Every entry below needs to be repeated exactly as written.

- Dataset content -
....

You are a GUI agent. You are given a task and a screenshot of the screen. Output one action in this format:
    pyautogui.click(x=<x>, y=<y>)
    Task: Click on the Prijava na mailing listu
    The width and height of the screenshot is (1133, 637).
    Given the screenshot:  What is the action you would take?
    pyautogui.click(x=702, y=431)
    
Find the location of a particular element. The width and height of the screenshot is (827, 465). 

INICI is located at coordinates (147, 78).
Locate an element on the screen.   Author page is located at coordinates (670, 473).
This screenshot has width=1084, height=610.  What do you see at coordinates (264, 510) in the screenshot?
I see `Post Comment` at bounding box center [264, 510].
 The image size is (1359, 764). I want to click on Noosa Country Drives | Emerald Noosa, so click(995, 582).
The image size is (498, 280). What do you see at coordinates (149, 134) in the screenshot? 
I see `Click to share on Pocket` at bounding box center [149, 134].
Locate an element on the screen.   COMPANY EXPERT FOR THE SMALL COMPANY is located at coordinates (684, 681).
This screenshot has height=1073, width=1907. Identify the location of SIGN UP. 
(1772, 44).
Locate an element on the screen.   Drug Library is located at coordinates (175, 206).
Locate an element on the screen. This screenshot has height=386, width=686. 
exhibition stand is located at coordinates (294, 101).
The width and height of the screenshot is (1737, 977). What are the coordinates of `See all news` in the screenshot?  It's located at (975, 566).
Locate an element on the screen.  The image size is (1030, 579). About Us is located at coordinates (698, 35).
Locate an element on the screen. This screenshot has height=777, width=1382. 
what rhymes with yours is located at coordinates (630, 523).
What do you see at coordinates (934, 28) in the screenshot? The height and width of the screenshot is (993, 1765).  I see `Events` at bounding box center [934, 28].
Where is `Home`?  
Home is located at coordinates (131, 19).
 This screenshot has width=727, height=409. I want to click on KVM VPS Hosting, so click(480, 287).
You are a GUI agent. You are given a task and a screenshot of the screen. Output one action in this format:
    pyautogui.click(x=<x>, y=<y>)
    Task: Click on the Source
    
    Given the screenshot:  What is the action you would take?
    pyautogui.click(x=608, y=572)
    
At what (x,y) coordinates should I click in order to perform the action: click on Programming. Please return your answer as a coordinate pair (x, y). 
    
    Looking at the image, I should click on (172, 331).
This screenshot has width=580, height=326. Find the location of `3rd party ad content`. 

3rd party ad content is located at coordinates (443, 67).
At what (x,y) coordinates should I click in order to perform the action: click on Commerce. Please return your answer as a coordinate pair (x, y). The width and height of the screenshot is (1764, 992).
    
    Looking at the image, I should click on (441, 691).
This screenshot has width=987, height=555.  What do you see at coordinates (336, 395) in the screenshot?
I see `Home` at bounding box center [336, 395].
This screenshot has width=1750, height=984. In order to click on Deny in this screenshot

....

- Response box -
You are a GUI agent. You are given a task and a screenshot of the screen. Output one action in this format:
    pyautogui.click(x=<x>, y=<y>)
    Task: Click on the Prijava na mailing listu
    The width and height of the screenshot is (1133, 637).
    Given the screenshot:  What is the action you would take?
    pyautogui.click(x=702, y=431)
    
Find the location of a particular element. The width and height of the screenshot is (827, 465). 

INICI is located at coordinates (147, 78).
Locate an element on the screen.   Author page is located at coordinates (670, 473).
This screenshot has width=1084, height=610.  What do you see at coordinates (264, 510) in the screenshot?
I see `Post Comment` at bounding box center [264, 510].
 The image size is (1359, 764). I want to click on Noosa Country Drives | Emerald Noosa, so click(995, 582).
The image size is (498, 280). What do you see at coordinates (149, 134) in the screenshot? 
I see `Click to share on Pocket` at bounding box center [149, 134].
Locate an element on the screen.   COMPANY EXPERT FOR THE SMALL COMPANY is located at coordinates (684, 681).
This screenshot has height=1073, width=1907. Identify the location of SIGN UP. 
(1772, 44).
Locate an element on the screen.   Drug Library is located at coordinates (175, 206).
Locate an element on the screen. This screenshot has height=386, width=686. 
exhibition stand is located at coordinates (294, 101).
The width and height of the screenshot is (1737, 977). What are the coordinates of `See all news` in the screenshot?  It's located at (975, 566).
Locate an element on the screen.  The image size is (1030, 579). About Us is located at coordinates (698, 35).
Locate an element on the screen. This screenshot has height=777, width=1382. 
what rhymes with yours is located at coordinates (630, 523).
What do you see at coordinates (934, 28) in the screenshot? The height and width of the screenshot is (993, 1765).  I see `Events` at bounding box center [934, 28].
Where is `Home`?  
Home is located at coordinates (131, 19).
 This screenshot has width=727, height=409. I want to click on KVM VPS Hosting, so click(480, 287).
You are a GUI agent. You are given a task and a screenshot of the screen. Output one action in this format:
    pyautogui.click(x=<x>, y=<y>)
    Task: Click on the Source
    
    Given the screenshot:  What is the action you would take?
    pyautogui.click(x=608, y=572)
    
At what (x,y) coordinates should I click in order to perform the action: click on Programming. Please return your answer as a coordinate pair (x, y). 
    
    Looking at the image, I should click on (172, 331).
This screenshot has width=580, height=326. Find the location of `3rd party ad content`. 

3rd party ad content is located at coordinates (443, 67).
At what (x,y) coordinates should I click in order to perform the action: click on Commerce. Please return your answer as a coordinate pair (x, y). The width and height of the screenshot is (1764, 992).
    
    Looking at the image, I should click on (441, 691).
This screenshot has width=987, height=555.  What do you see at coordinates (336, 395) in the screenshot?
I see `Home` at bounding box center [336, 395].
This screenshot has width=1750, height=984. In order to click on Deny in this screenshot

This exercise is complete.